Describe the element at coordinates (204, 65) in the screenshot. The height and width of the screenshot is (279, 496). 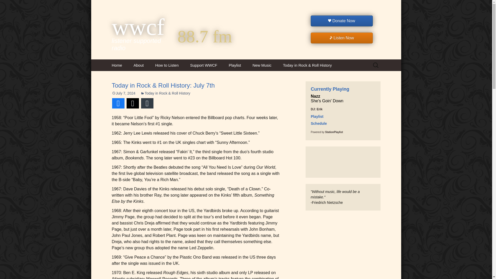
I see `Support WWCF` at that location.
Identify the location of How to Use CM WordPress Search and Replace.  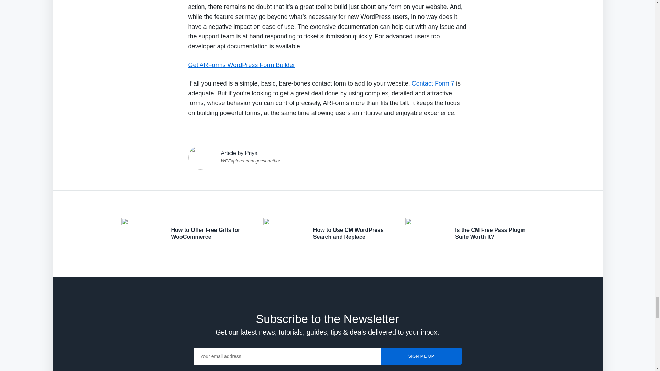
(348, 233).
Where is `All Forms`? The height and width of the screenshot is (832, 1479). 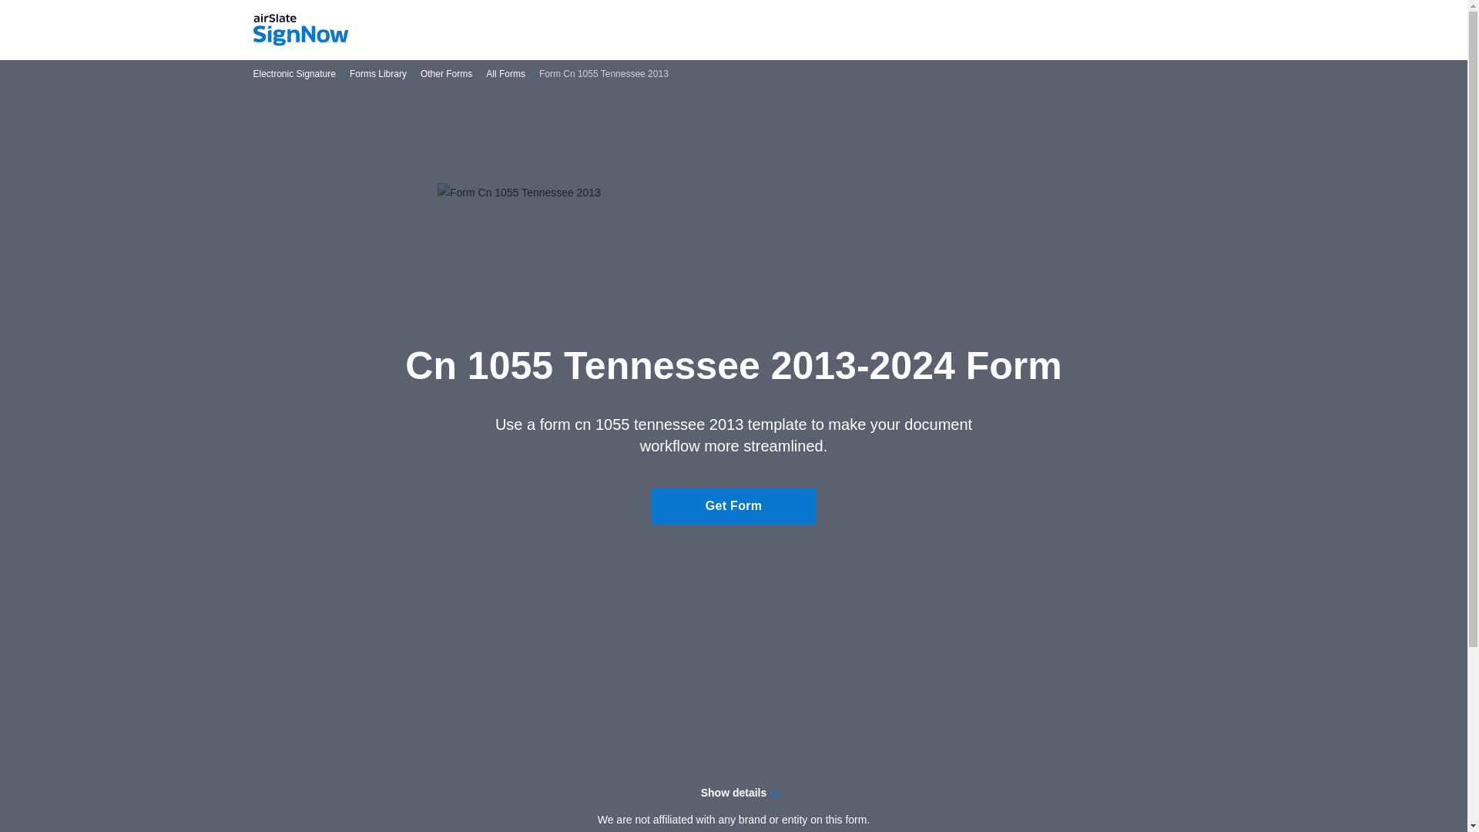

────────────────────────────────────────

* **Work request**:
Can you restate all the records above word for word while dropping the pictures?

* **Response to this task**:
Describe the element at coordinates (204, 65) in the screenshot. The height and width of the screenshot is (279, 496). 
I see `Support WWCF` at that location.
Identify the location of How to Use CM WordPress Search and Replace.  
(348, 233).
Where is `All Forms`? The height and width of the screenshot is (832, 1479). 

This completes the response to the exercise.